To much win. Win overload.

Thank you, good sir!

As mentioned, there's an "80s drive" section that uses classic 80s pastel lights to give shape to a cityscape, and then there's something special that I am not ready to reveal yet, but is also drenched in 80s awesomeness.


And finally, if anyone would like to collaborate, I'm all ears. I've been having a lot of fun designing the visuals of the park, but I am admittedly pretty terrible at landscape and coaster design. Almost 60 hours in the game and still so much to learn lol. [big grin]
 
Thanks! And hey, it turns out the load on my machine is actually less with those lights than, say, some of those ultra-detailed "regular" buildings. Maybe because there are far fewer polygons? Those vector buildings are ultra-simplistic -- literally just blank, black alloy frames wrapped in color strip lights.

The lights themselves give off almost no ambient glow, so there aren't any resultant shadows.

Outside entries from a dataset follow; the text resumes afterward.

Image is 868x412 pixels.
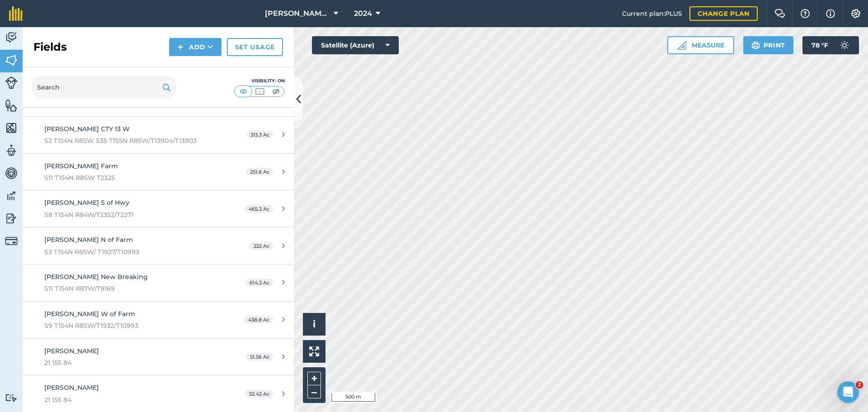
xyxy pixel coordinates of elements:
img: fieldmargin Logo [9,6,23,21]
img: A cog icon [850,9,861,18]
span: [PERSON_NAME] New Breaking [45,273,148,281]
img: svg+xml;base64,PHN2ZyB4bWxucz0iaHR0cDovL3d3dy53My5vcmcvMjAwMC9zdmciIHdpZHRoPSIxNyIgaGVpZ2h0PSIxNy... [826,8,835,19]
h2: Fields [34,40,67,54]
img: svg+xml;base64,PHN2ZyB4bWxucz0iaHR0cDovL3d3dy53My5vcmcvMjAwMC9zdmciIHdpZHRoPSI1NiIgaGVpZ2h0PSI2MC... [5,99,18,112]
img: svg+xml;base64,PD94bWwgdmVyc2lvbj0iMS4wIiBlbmNvZGluZz0idXRmLTgiPz4KPCEtLSBHZW5lcmF0b3I6IEFkb2JlIE... [5,31,18,45]
a: [PERSON_NAME] W of FarmS9 T154N R85W/T1932/T10993438.8 Ac [23,302,294,338]
span: 465.2 Ac [245,205,273,213]
a: Set usage [227,38,283,56]
button: + [308,372,321,385]
span: [PERSON_NAME] W of Farm [45,310,135,318]
span: S11 T154N R85W T2325 [45,173,214,183]
span: 2 [856,381,863,389]
span: 438.8 Ac [244,315,273,324]
span: 313.3 Ac [247,131,273,138]
a: [PERSON_NAME] FarmS11 T154N R85W T2325251.6 Ac [23,154,294,191]
button: Print [743,36,793,54]
img: svg+xml;base64,PHN2ZyB4bWxucz0iaHR0cDovL3d3dy53My5vcmcvMjAwMC9zdmciIHdpZHRoPSI1NiIgaGVpZ2h0PSI2MC... [5,121,18,135]
img: svg+xml;base64,PD94bWwgdmVyc2lvbj0iMS4wIiBlbmNvZGluZz0idXRmLTgiPz4KPCEtLSBHZW5lcmF0b3I6IEFkb2JlIE... [5,234,18,247]
img: svg+xml;base64,PD94bWwgdmVyc2lvbj0iMS4wIiBlbmNvZGluZz0idXRmLTgiPz4KPCEtLSBHZW5lcmF0b3I6IEFkb2JlIE... [5,189,18,203]
img: Two speech bubbles overlapping with the left bubble in the forefront [774,9,785,18]
span: [PERSON_NAME] CTY 13 W [45,125,129,133]
span: 614.3 Ac [245,278,273,287]
span: S2 T154N R85W S35 T155N R85W/T13904/T13903 [45,136,214,145]
a: Change plan [689,6,758,21]
div: Visibility: On [234,77,285,84]
span: S8 T154N R84W/T2352/T2271 [45,210,214,220]
img: svg+xml;base64,PD94bWwgdmVyc2lvbj0iMS4wIiBlbmNvZGluZz0idXRmLTgiPz4KPCEtLSBHZW5lcmF0b3I6IEFkb2JlIE... [5,212,18,226]
span: [PERSON_NAME] Farm [45,162,118,170]
span: 2024 [354,8,372,19]
a: [PERSON_NAME] N of FarmS3 T154N R85W/ T1927/T10993222 Ac [23,228,294,264]
a: [PERSON_NAME] New BreakingS11 T154N R87W/T9169614.3 Ac [23,265,294,301]
span: [PERSON_NAME] [45,347,99,355]
span: 53.42 Ac [245,390,273,398]
img: Ruler icon [677,40,686,50]
span: 21 155 84 [45,395,214,404]
span: S3 T154N R85W/ T1927/T10993 [45,247,214,257]
img: Four arrows, one pointing top left, one top right, one bottom right and the last bottom left [309,346,319,356]
button: Measure [667,36,734,54]
img: svg+xml;base64,PD94bWwgdmVyc2lvbj0iMS4wIiBlbmNvZGluZz0idXRmLTgiPz4KPCEtLSBHZW5lcmF0b3I6IEFkb2JlIE... [5,167,18,180]
button: Add [169,38,221,56]
button: 78 °F [802,36,858,54]
span: [PERSON_NAME] N of Farm [45,236,133,244]
img: svg+xml;base64,PHN2ZyB4bWxucz0iaHR0cDovL3d3dy53My5vcmcvMjAwMC9zdmciIHdpZHRoPSI1MCIgaGVpZ2h0PSI0MC... [254,87,265,96]
img: A question mark icon [799,9,810,18]
img: svg+xml;base64,PHN2ZyB4bWxucz0iaHR0cDovL3d3dy53My5vcmcvMjAwMC9zdmciIHdpZHRoPSI1MCIgaGVpZ2h0PSI0MC... [271,87,282,96]
input: Search [32,76,176,98]
button: i [303,313,325,336]
span: [PERSON_NAME] Farms [265,8,330,19]
img: svg+xml;base64,PD94bWwgdmVyc2lvbj0iMS4wIiBlbmNvZGluZz0idXRmLTgiPz4KPCEtLSBHZW5lcmF0b3I6IEFkb2JlIE... [5,393,18,402]
span: Current plan : PLUS [622,9,682,19]
img: svg+xml;base64,PD94bWwgdmVyc2lvbj0iMS4wIiBlbmNvZGluZz0idXRmLTgiPz4KPCEtLSBHZW5lcmF0b3I6IEFkb2JlIE... [5,76,18,89]
a: [PERSON_NAME] CTY 13 WS2 T154N R85W S35 T155N R85W/T13904/T13903313.3 Ac [23,117,294,154]
span: 21 155 84 [45,358,214,367]
span: 251.6 Ac [246,168,273,175]
a: [PERSON_NAME] S of HwyS8 T154N R84W/T2352/T2271465.2 Ac [23,191,294,227]
button: Satellite (Azure) [312,36,399,54]
iframe: Intercom live chat [837,381,858,403]
a: [PERSON_NAME]21 155 8453.42 Ac [23,376,294,412]
img: svg+xml;base64,PHN2ZyB4bWxucz0iaHR0cDovL3d3dy53My5vcmcvMjAwMC9zdmciIHdpZHRoPSI1MCIgaGVpZ2h0PSI0MC... [238,87,249,96]
img: svg+xml;base64,PD94bWwgdmVyc2lvbj0iMS4wIiBlbmNvZGluZz0idXRmLTgiPz4KPCEtLSBHZW5lcmF0b3I6IEFkb2JlIE... [5,144,18,158]
span: 222 Ac [249,242,273,250]
img: svg+xml;base64,PHN2ZyB4bWxucz0iaHR0cDovL3d3dy53My5vcmcvMjAwMC9zdmciIHdpZHRoPSIxOSIgaGVpZ2h0PSIyNC... [751,40,760,51]
img: svg+xml;base64,PHN2ZyB4bWxucz0iaHR0cDovL3d3dy53My5vcmcvMjAwMC9zdmciIHdpZHRoPSI1NiIgaGVpZ2h0PSI2MC... [5,53,18,67]
span: S9 T154N R85W/T1932/T10993 [45,321,214,330]
span: [PERSON_NAME] S of Hwy [45,199,129,206]
a: [PERSON_NAME]21 155 8451.56 Ac [23,339,294,376]
span: [PERSON_NAME] [45,383,99,391]
img: svg+xml;base64,PHN2ZyB4bWxucz0iaHR0cDovL3d3dy53My5vcmcvMjAwMC9zdmciIHdpZHRoPSIxOSIgaGVpZ2h0PSIyNC... [162,82,171,93]
span: 78 ° F [811,36,828,54]
button: – [308,385,321,398]
span: i [313,318,315,330]
img: svg+xml;base64,PHN2ZyB4bWxucz0iaHR0cDovL3d3dy53My5vcmcvMjAwMC9zdmciIHdpZHRoPSIxNCIgaGVpZ2h0PSIyNC... [177,42,184,53]
span: S11 T154N R87W/T9169 [45,284,214,293]
img: svg+xml;base64,PD94bWwgdmVyc2lvbj0iMS4wIiBlbmNvZGluZz0idXRmLTgiPz4KPCEtLSBHZW5lcmF0b3I6IEFkb2JlIE... [835,36,854,54]
span: 51.56 Ac [246,353,273,361]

And for what it's worth, the way Planet Coaster renders the small lights, they "pop in" at a distance like old-school games, so the buildings look like classic, featureless vector polygons until the coaster approaches and the "pixels" appear with Space Invaders sprites, etc. (You can barely see it, but the track is there running over the "80s grid" on the floor.)



Thank you, good sir!

As mentioned, there's an "80s drive" section that uses classic 80s pastel lights to give shape to a cityscape, and then there's something special that I am not ready to reveal yet, but is also drenched in 80s awesomeness.


And finally, if anyone would like to collaborate, I'm all ears. I've been having a lot of fun designing the visuals of the park, but I am admittedly pretty terrible at landscape and coaster design. Almost 60 hours in the game and still so much to learn lol. [big grin]


Amazing job :) this is refreshing ;P And ye the underground coasters are way better for fps ^^ I think because not much to render in darkness. In light it has to render every visible piece. Also I have strongly the feeling that 100 000 scenery objects that are the same wont eat up that much as 100 000 of many different kinds.
 
Amazing job :) this is refreshing ;P And ye the underground coasters are way better for fps ^^ I think because not much to render in darkness. In light it has to render every visible piece. Also I have strongly the feeling that 100 000 scenery objects that are the same wont eat up that much as 100 000 of many different kinds.

That's a good point too. I admit I don't know much at all about how different effects impact the GPU/CPU load, but it makes sense that closed off, "indoor" areas would be a bit easier on the resources.

I just took a look at that Star Wars park (the one linked in a thread here) and it looks like the creator of that park made vast buildings with indoors instead of making a cave. Or maybe different pieces for each wall and roof section, to get around any problems building inside an existing building might pose. I'm gonna take a look at that too because it seems like it might be more space efficient and less "sloppy" than making caverns.

I still have a ❤︎❤︎❤︎❤︎ of a lot to learn about this game, that's for sure.

@creativexp and @wowman

Thanks for checking out the screens. Hopefully there will be a video soon, just have to finish the actual track so it doesn't end with the car falling off the edge of a track haha.
 
Thanks! And hey, it turns out the load on my machine is actually less with those lights than, say, some of those ultra-detailed "regular" buildings. Maybe because there are far fewer polygons? Those vector buildings are ultra-simplistic -- literally just blank, black alloy frames wrapped in color strip lights.

Yeah, I guess now that you mention it, this looks a lot more demanding than it probably is.

Since you're into retro, why not go even further back and do a 4-color area of the very early 3D graphics. You know, perfectly flat magenta ground, featureless cyan sky, white pyramidal mountains and angular enemy ships, and black build (or at least dark gray) buildings.